* _Data extracts_
+ + + + +
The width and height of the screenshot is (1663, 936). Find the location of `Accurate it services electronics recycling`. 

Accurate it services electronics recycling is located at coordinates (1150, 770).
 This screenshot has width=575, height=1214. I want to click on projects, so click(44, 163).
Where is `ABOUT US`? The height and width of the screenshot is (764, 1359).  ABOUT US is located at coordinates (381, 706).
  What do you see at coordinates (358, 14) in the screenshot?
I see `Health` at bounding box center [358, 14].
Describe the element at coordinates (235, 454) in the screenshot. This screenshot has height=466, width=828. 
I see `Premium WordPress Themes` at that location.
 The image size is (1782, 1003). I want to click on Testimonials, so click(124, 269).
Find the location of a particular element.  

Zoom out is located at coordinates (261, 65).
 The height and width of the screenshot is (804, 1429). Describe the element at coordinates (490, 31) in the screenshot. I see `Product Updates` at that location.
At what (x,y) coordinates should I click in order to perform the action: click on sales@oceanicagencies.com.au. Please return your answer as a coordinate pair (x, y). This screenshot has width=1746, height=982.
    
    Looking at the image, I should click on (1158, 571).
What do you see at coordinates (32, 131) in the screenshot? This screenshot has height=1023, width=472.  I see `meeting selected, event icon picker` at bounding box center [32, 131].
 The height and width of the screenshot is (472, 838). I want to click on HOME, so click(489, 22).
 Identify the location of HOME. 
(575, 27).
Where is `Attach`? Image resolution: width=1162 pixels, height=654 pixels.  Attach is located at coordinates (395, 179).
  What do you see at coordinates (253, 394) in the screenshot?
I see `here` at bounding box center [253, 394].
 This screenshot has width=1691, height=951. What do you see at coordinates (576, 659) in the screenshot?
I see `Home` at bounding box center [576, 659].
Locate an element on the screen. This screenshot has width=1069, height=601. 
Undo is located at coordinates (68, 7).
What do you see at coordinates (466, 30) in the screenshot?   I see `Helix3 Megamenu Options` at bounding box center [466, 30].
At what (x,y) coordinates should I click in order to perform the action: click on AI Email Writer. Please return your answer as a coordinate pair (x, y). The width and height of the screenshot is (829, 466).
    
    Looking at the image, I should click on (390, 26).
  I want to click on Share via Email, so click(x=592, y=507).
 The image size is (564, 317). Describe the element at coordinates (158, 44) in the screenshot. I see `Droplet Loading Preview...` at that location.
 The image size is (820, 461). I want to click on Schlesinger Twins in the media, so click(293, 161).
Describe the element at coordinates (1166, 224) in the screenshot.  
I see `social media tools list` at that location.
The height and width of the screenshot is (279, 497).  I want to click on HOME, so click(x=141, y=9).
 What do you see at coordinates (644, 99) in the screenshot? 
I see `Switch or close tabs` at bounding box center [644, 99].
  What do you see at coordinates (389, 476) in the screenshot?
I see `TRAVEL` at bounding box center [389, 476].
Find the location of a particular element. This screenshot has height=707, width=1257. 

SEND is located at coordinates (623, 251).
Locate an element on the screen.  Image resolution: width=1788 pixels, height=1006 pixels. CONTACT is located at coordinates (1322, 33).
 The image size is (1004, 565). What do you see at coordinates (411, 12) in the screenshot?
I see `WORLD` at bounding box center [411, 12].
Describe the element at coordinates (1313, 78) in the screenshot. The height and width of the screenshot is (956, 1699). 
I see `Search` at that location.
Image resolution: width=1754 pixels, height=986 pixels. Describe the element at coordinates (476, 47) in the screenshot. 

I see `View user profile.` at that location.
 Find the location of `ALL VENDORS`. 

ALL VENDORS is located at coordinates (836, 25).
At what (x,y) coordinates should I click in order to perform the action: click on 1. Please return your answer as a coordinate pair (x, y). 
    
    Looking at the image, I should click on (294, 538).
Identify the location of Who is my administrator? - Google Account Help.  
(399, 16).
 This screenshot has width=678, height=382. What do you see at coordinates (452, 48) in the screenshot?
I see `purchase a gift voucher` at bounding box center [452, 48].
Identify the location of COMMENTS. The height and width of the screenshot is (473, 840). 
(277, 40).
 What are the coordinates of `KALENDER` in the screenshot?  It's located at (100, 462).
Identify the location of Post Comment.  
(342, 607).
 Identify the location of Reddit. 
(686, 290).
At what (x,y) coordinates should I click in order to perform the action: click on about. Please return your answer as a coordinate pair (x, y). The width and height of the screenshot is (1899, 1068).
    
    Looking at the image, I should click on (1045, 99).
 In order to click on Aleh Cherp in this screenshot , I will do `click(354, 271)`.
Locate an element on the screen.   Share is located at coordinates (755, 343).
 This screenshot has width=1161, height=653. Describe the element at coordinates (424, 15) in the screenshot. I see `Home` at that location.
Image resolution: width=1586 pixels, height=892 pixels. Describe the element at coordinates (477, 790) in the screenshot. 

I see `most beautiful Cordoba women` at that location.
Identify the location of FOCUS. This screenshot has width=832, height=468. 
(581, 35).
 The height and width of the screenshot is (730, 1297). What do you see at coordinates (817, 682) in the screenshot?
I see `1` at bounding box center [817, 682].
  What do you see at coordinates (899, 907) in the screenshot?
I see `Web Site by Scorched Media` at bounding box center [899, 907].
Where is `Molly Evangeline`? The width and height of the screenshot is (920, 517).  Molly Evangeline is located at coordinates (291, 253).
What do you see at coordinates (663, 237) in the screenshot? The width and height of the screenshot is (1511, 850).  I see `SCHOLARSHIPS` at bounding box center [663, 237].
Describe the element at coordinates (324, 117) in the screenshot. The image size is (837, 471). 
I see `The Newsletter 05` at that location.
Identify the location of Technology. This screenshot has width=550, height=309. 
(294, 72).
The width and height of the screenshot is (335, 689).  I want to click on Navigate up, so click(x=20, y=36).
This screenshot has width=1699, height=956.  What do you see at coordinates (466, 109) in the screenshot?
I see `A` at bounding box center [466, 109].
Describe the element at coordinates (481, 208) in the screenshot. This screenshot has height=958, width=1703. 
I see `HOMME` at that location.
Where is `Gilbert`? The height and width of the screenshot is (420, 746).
+ + + + +
* _Exercise brief_
Copy out the material above in its entirety, exactly.

* _Task result_
The width and height of the screenshot is (1663, 936). Find the location of `Accurate it services electronics recycling`. 

Accurate it services electronics recycling is located at coordinates (1150, 770).
 This screenshot has width=575, height=1214. I want to click on projects, so click(44, 163).
Where is `ABOUT US`? The height and width of the screenshot is (764, 1359).  ABOUT US is located at coordinates (381, 706).
  What do you see at coordinates (358, 14) in the screenshot?
I see `Health` at bounding box center [358, 14].
Describe the element at coordinates (235, 454) in the screenshot. This screenshot has height=466, width=828. 
I see `Premium WordPress Themes` at that location.
 The image size is (1782, 1003). I want to click on Testimonials, so click(124, 269).
Find the location of a particular element.  

Zoom out is located at coordinates (261, 65).
 The height and width of the screenshot is (804, 1429). Describe the element at coordinates (490, 31) in the screenshot. I see `Product Updates` at that location.
At what (x,y) coordinates should I click in order to perform the action: click on sales@oceanicagencies.com.au. Please return your answer as a coordinate pair (x, y). This screenshot has width=1746, height=982.
    
    Looking at the image, I should click on (1158, 571).
What do you see at coordinates (32, 131) in the screenshot? This screenshot has height=1023, width=472.  I see `meeting selected, event icon picker` at bounding box center [32, 131].
 The height and width of the screenshot is (472, 838). I want to click on HOME, so click(489, 22).
 Identify the location of HOME. 
(575, 27).
Where is `Attach`? Image resolution: width=1162 pixels, height=654 pixels.  Attach is located at coordinates (395, 179).
  What do you see at coordinates (253, 394) in the screenshot?
I see `here` at bounding box center [253, 394].
 This screenshot has width=1691, height=951. What do you see at coordinates (576, 659) in the screenshot?
I see `Home` at bounding box center [576, 659].
Locate an element on the screen. This screenshot has width=1069, height=601. 
Undo is located at coordinates (68, 7).
What do you see at coordinates (466, 30) in the screenshot?   I see `Helix3 Megamenu Options` at bounding box center [466, 30].
At what (x,y) coordinates should I click in order to perform the action: click on AI Email Writer. Please return your answer as a coordinate pair (x, y). The width and height of the screenshot is (829, 466).
    
    Looking at the image, I should click on (390, 26).
  I want to click on Share via Email, so click(x=592, y=507).
 The image size is (564, 317). Describe the element at coordinates (158, 44) in the screenshot. I see `Droplet Loading Preview...` at that location.
 The image size is (820, 461). I want to click on Schlesinger Twins in the media, so click(293, 161).
Describe the element at coordinates (1166, 224) in the screenshot.  
I see `social media tools list` at that location.
The height and width of the screenshot is (279, 497).  I want to click on HOME, so click(x=141, y=9).
 What do you see at coordinates (644, 99) in the screenshot? 
I see `Switch or close tabs` at bounding box center [644, 99].
  What do you see at coordinates (389, 476) in the screenshot?
I see `TRAVEL` at bounding box center [389, 476].
Find the location of a particular element. This screenshot has height=707, width=1257. 

SEND is located at coordinates (623, 251).
Locate an element on the screen.  Image resolution: width=1788 pixels, height=1006 pixels. CONTACT is located at coordinates (1322, 33).
 The image size is (1004, 565). What do you see at coordinates (411, 12) in the screenshot?
I see `WORLD` at bounding box center [411, 12].
Describe the element at coordinates (1313, 78) in the screenshot. The height and width of the screenshot is (956, 1699). 
I see `Search` at that location.
Image resolution: width=1754 pixels, height=986 pixels. Describe the element at coordinates (476, 47) in the screenshot. 

I see `View user profile.` at that location.
 Find the location of `ALL VENDORS`. 

ALL VENDORS is located at coordinates (836, 25).
At what (x,y) coordinates should I click in order to perform the action: click on 1. Please return your answer as a coordinate pair (x, y). 
    
    Looking at the image, I should click on (294, 538).
Identify the location of Who is my administrator? - Google Account Help.  
(399, 16).
 This screenshot has width=678, height=382. What do you see at coordinates (452, 48) in the screenshot?
I see `purchase a gift voucher` at bounding box center [452, 48].
Identify the location of COMMENTS. The height and width of the screenshot is (473, 840). 
(277, 40).
 What are the coordinates of `KALENDER` in the screenshot?  It's located at (100, 462).
Identify the location of Post Comment.  
(342, 607).
 Identify the location of Reddit. 
(686, 290).
At what (x,y) coordinates should I click in order to perform the action: click on about. Please return your answer as a coordinate pair (x, y). The width and height of the screenshot is (1899, 1068).
    
    Looking at the image, I should click on (1045, 99).
 In order to click on Aleh Cherp in this screenshot , I will do `click(354, 271)`.
Locate an element on the screen.   Share is located at coordinates (755, 343).
 This screenshot has width=1161, height=653. Describe the element at coordinates (424, 15) in the screenshot. I see `Home` at that location.
Image resolution: width=1586 pixels, height=892 pixels. Describe the element at coordinates (477, 790) in the screenshot. 

I see `most beautiful Cordoba women` at that location.
Identify the location of FOCUS. This screenshot has width=832, height=468. 
(581, 35).
 The height and width of the screenshot is (730, 1297). What do you see at coordinates (817, 682) in the screenshot?
I see `1` at bounding box center [817, 682].
  What do you see at coordinates (899, 907) in the screenshot?
I see `Web Site by Scorched Media` at bounding box center [899, 907].
Where is `Molly Evangeline`? The width and height of the screenshot is (920, 517).  Molly Evangeline is located at coordinates (291, 253).
What do you see at coordinates (663, 237) in the screenshot? The width and height of the screenshot is (1511, 850).  I see `SCHOLARSHIPS` at bounding box center [663, 237].
Describe the element at coordinates (324, 117) in the screenshot. The image size is (837, 471). 
I see `The Newsletter 05` at that location.
Identify the location of Technology. This screenshot has width=550, height=309. 
(294, 72).
The width and height of the screenshot is (335, 689).  I want to click on Navigate up, so click(x=20, y=36).
This screenshot has width=1699, height=956.  What do you see at coordinates (466, 109) in the screenshot?
I see `A` at bounding box center [466, 109].
Describe the element at coordinates (481, 208) in the screenshot. This screenshot has height=958, width=1703. 
I see `HOMME` at that location.
Where is `Gilbert`? The height and width of the screenshot is (420, 746).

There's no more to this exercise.